WHICH ARE GREATER, the challenges facing Los Angeles or the opportunities to meet them? The research and civic leaders featured in this issue of Blueprint are evidence of the magnitude of both.
The challenges are considerable: Immigrants are arriving daily from around the world, some ready for work, others destitute and desperate. Income is stratified, with astonishing pockets of wealth virtually adjacent to dismaying swaths of poverty. Housing is in short supply, stretching even middle-class residents, and pushing some of the very poor into homelessness. Squalid encampments mock the region’s claims to affluence. And traffic? Well, try hurrying across town on a Friday evening.
But opportunities are abundant as well: The same immigrants who need places to live and schools for their children bring energy and excitement to the region, in everything from its food to its economy. Housing policy, once an afterthought, has moved squarely to the center of the political agenda. Planners and researchers are experimenting with design and transportation innovations that could revolutionize the way Angelenos live, work and move about.
It is perhaps the range of innovation that is most striking. As the articles in this issue reveal, academics and planners are studying ways to redirect traffic and parking. They are developing new ways of thinking about the design and density of housing. Legislators and voters, in part driven by the tragedy of homelessness, are exploring new ideas for promoting more affordable housing. Students and teachers are immersing themselves in Los Angeles communities and in controversies at the border to study and assist new arrivals, as well as help this city’s working people. If L.A.’s future is bright, it is because so many people are striving toward it.
It’s also noteworthy that these ideas are being explored against different histories. As Jon Regardie explains in his article about congestion pricing, that is not an idea new with Los Angeles, but it has specific potential, as well as resistance, here, where residents are accustomed to free public roads that are not a commodity subject to tolls or otherwise managed. Similarly, L.A.’s housing crunch is the object of close analysis by UCLA professor Stephanie Pincetl, who has clear eyes about the complexity of its politics. Meanwhile, immigration and labor are vital to L.A. and its future, but the best ways to address them combine research and activism, a sense that Los Angeles needs to be studied and lived in at the same time.

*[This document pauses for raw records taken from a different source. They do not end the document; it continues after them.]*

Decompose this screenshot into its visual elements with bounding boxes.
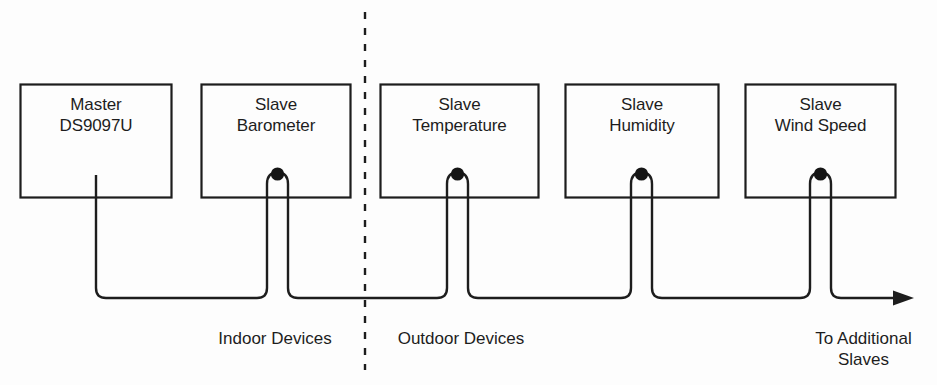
bus-segment-temperature-to-humidity [468,204,631,298]
diagram-canvas: Master DS9097U Slave Barometer Slave Tem… [0,0,937,385]
bus-segment-to-additional-slaves [831,204,898,298]
bus-segment-barometer-to-temperature [288,204,447,298]
bus-arrowhead-icon [893,291,914,306]
device-box-barometer[interactable] [202,85,351,198]
tap-dot-barometer [271,167,284,180]
tap-dot-temperature [451,167,464,180]
tap-dot-windspeed [814,167,827,180]
zone-label-indoor: Indoor Devices [195,328,355,349]
bus-segment-humidity-to-windspeed [652,204,810,298]
zone-label-outdoor: Outdoor Devices [376,328,546,349]
terminator-label-additional-slaves: To Additional Slaves [790,328,937,370]
bus-segment-master-to-barometer [96,175,267,298]
device-box-temperature[interactable] [381,85,539,198]
tap-dot-humidity [635,167,648,180]
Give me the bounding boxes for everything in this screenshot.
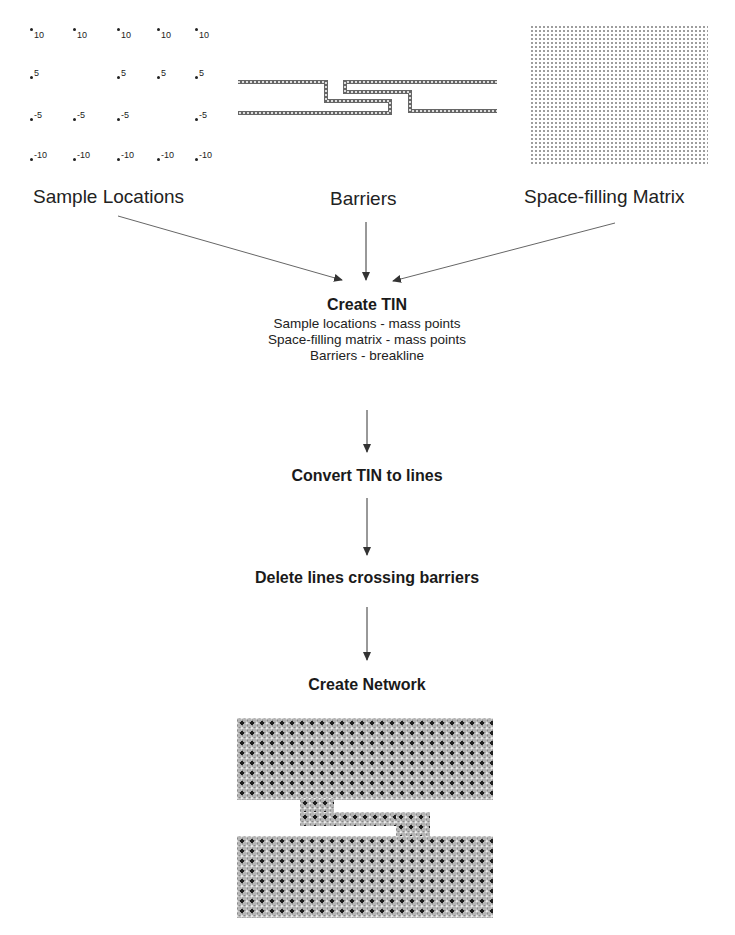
step-detail: Barriers - breakline [217, 348, 517, 364]
arrow-sample-to-tin [118, 216, 342, 280]
arrow-matrix-to-tin [393, 223, 615, 281]
network-upper-block [237, 718, 493, 800]
step-create-network: Create Network [217, 676, 517, 694]
network-lower-block [237, 836, 493, 918]
step-create-tin: Create TIN Sample locations - mass point… [217, 296, 517, 364]
step-detail: Sample locations - mass points [217, 316, 517, 332]
barriers-label: Barriers [330, 188, 397, 210]
space-filling-matrix-grid [530, 25, 708, 165]
step-convert-tin-to-lines: Convert TIN to lines [217, 467, 517, 485]
space-filling-matrix-label: Space-filling Matrix [524, 186, 685, 208]
barriers-drawing [238, 82, 497, 113]
step-detail: Space-filling matrix - mass points [217, 332, 517, 348]
sample-locations-label: Sample Locations [33, 186, 184, 208]
step-title: Create TIN [217, 296, 517, 314]
step-delete-lines-crossing-barriers: Delete lines crossing barriers [217, 569, 517, 587]
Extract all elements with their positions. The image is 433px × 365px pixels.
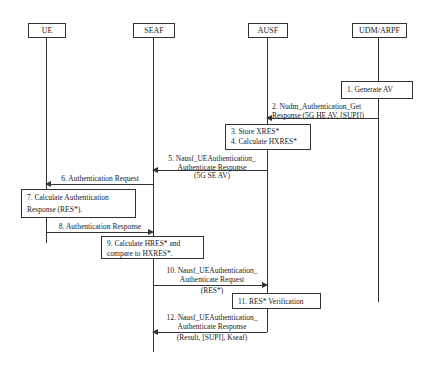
step-1-label: 1. Generate AV: [347, 85, 393, 94]
lifeline-seaf: [153, 38, 154, 352]
step-3-4-store-calculate: 3. Store XRES*4. Calculate HXRES*: [225, 124, 311, 150]
step-10-label: 10. Nausf_UEAuthentication_Authenticate …: [158, 266, 266, 284]
step-11-res-verification: 11. RES* Verification: [232, 293, 321, 309]
arrow-step-8: [46, 232, 153, 233]
step-1-generate-av: 1. Generate AV: [341, 81, 413, 99]
step-5-label-params: (5G SE AV): [160, 171, 264, 180]
step-6-label: 6. Authentication Request: [48, 174, 152, 183]
arrow-step-2: [267, 118, 378, 119]
entity-ausf: AUSF: [248, 23, 288, 38]
step-12-label: 12. Nausf_UEAuthentication_Authenticate …: [158, 313, 266, 331]
entity-seaf: SEAF: [133, 23, 175, 38]
step-12-label-params: (Result, [SUPI], Kseaf): [158, 333, 266, 342]
arrow-step-6: [46, 184, 153, 185]
step-8-label: 8. Authentication Response: [48, 222, 152, 231]
entity-ue: UE: [28, 23, 66, 38]
step-9-calculate-hres: 9. Calculate HRES* andcompare to HXRES*.: [101, 236, 204, 259]
step-7-calculate-res: 7. Calculate AuthenticationResponse (RES…: [21, 189, 136, 218]
entity-udm-arpf: UDM/ARPF: [352, 23, 407, 38]
lifeline-udm-arpf: [378, 38, 379, 302]
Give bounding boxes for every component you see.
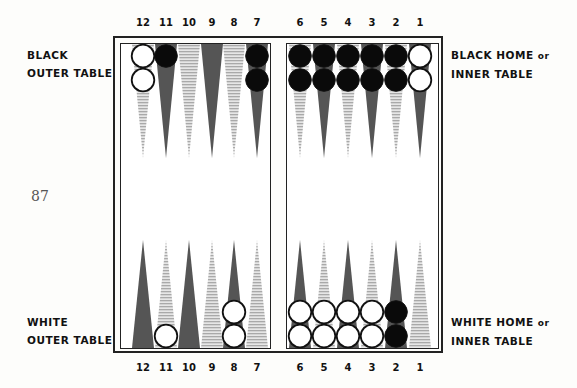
- white-checker: [223, 301, 246, 324]
- black-checker: [361, 69, 384, 92]
- white-checker: [289, 325, 312, 348]
- white-checker: [337, 325, 360, 348]
- black-checker: [289, 45, 312, 68]
- black-checker: [361, 45, 384, 68]
- black-checker: [313, 69, 336, 92]
- black-checker: [385, 325, 408, 348]
- white-checker: [132, 45, 155, 68]
- black-checker: [246, 69, 269, 92]
- point-triangle-bottom-9: [201, 240, 223, 348]
- black-checker: [289, 69, 312, 92]
- white-checker: [289, 301, 312, 324]
- white-checker: [132, 69, 155, 92]
- white-checker: [223, 325, 246, 348]
- backgammon-board: [0, 0, 577, 388]
- white-checker: [361, 325, 384, 348]
- point-triangle-top-9: [201, 44, 223, 158]
- black-checker: [385, 301, 408, 324]
- point-triangle-bottom-10: [178, 240, 200, 348]
- black-checker: [313, 45, 336, 68]
- white-checker: [337, 301, 360, 324]
- black-checker: [155, 45, 178, 68]
- point-triangle-bottom-1: [409, 240, 431, 348]
- point-triangle-bottom-12: [132, 240, 154, 348]
- point-triangle-top-10: [178, 44, 200, 158]
- black-checker: [385, 69, 408, 92]
- black-checker: [337, 45, 360, 68]
- black-checker: [246, 45, 269, 68]
- black-checker: [385, 45, 408, 68]
- point-triangle-top-8: [223, 44, 245, 158]
- white-checker: [409, 69, 432, 92]
- black-checker: [337, 69, 360, 92]
- white-checker: [313, 325, 336, 348]
- white-checker: [155, 325, 178, 348]
- white-checker: [313, 301, 336, 324]
- point-triangle-bottom-7: [246, 240, 268, 348]
- white-checker: [361, 301, 384, 324]
- white-checker: [409, 45, 432, 68]
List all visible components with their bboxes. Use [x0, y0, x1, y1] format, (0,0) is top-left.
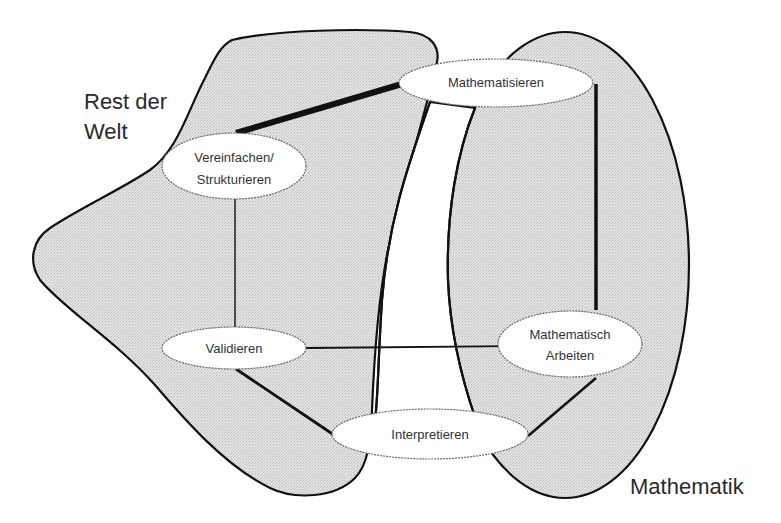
node-label-arbeiten: Arbeiten — [546, 348, 594, 363]
node-label-mathematisch: Mathematisch — [530, 327, 611, 342]
region-label-rest-der-line1: Rest der — [84, 89, 167, 114]
node-label-interpretieren: Interpretieren — [391, 427, 468, 442]
node-label-strukturieren: Strukturieren — [197, 172, 271, 187]
node-mathematisch-arbeiten: Mathematisch Arbeiten — [498, 311, 642, 377]
modelling-cycle-diagram: Mathematisieren Vereinfachen/ Strukturie… — [0, 0, 781, 523]
node-label-mathematisieren: Mathematisieren — [448, 75, 544, 90]
region-label-mathematik: Mathematik — [630, 474, 745, 499]
node-label-validieren: Validieren — [206, 341, 263, 356]
node-label-vereinfachen: Vereinfachen/ — [194, 150, 274, 165]
region-label-welt-line2: Welt — [84, 119, 128, 144]
node-interpretieren: Interpretieren — [332, 409, 528, 459]
node-vereinfachen-strukturieren: Vereinfachen/ Strukturieren — [162, 133, 306, 199]
node-validieren: Validieren — [162, 327, 306, 369]
node-mathematisieren: Mathematisieren — [399, 59, 593, 107]
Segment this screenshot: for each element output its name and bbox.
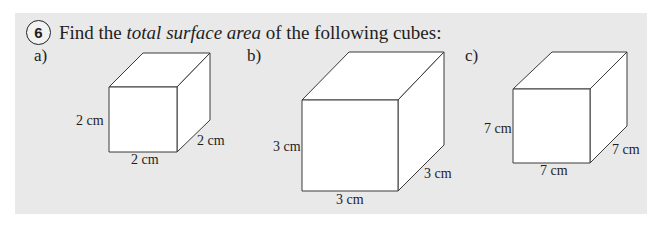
cube-b-front-face <box>302 100 398 191</box>
cube-b-width-label: 3 cm <box>336 192 364 207</box>
cube-figures: 2 cm 2 cm 2 cm 3 cm 3 cm 3 cm 7 cm 7 cm … <box>0 0 658 225</box>
cube-a <box>109 53 210 152</box>
cube-b-height-label: 3 cm <box>273 139 301 154</box>
cube-c-front-face <box>513 89 590 163</box>
cube-c-width-label: 7 cm <box>540 163 568 178</box>
cube-a-depth-label: 2 cm <box>197 133 225 148</box>
cube-c <box>513 52 627 163</box>
cube-a-width-label: 2 cm <box>131 152 159 167</box>
cube-b <box>302 52 444 191</box>
cube-a-height-label: 2 cm <box>76 113 104 128</box>
cube-c-depth-label: 7 cm <box>612 142 640 157</box>
cube-a-front-face <box>109 87 177 152</box>
cube-c-height-label: 7 cm <box>484 121 512 136</box>
cube-b-depth-label: 3 cm <box>424 166 452 181</box>
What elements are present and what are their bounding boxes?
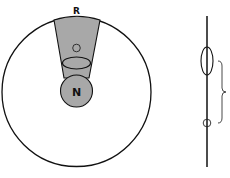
side-view — [201, 16, 226, 167]
diagram-canvas: R N — [0, 0, 230, 178]
top-view: R N — [2, 6, 151, 167]
label-r: R — [73, 6, 80, 16]
label-n: N — [72, 86, 81, 99]
brace — [218, 61, 226, 123]
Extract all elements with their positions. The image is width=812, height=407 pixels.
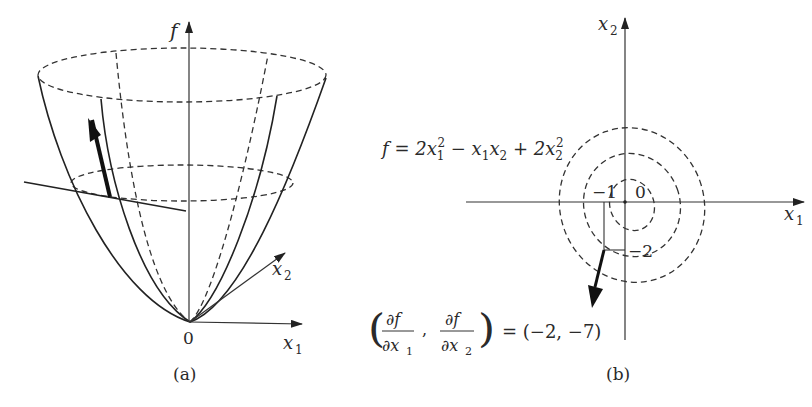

On balance, the tension between challenge and potential gives thoughtful leaders reason for optimism. Frank Gehry designed L.A.’s most beautiful building, the arresting Disney Hall, and he is now exploring new and inviting places to work and learn and celebrate our culture along the Los Angeles River. Antonia Hernandez, who came here in the third grade from her native Mexico and went on to graduate from UCLA and UCLA Law School, is addressing the region’s needs as executive director of the California Community Foundation.
“We’ve come to accept the messiness of life here … the liberties, the opportunities,” she said in a conversation with Blueprint. “And I think we’re melding the good of what this country has to offer with the communal sense. That’s where liberal democracy will succeed.”
Hernandez is onto something. Los Angeles must recognize both its messiness and its potential. Both are true and true at the same time. She, along with others in this issue, remind us that, although there is plenty to do, Los Angeles has abundant resources to work with.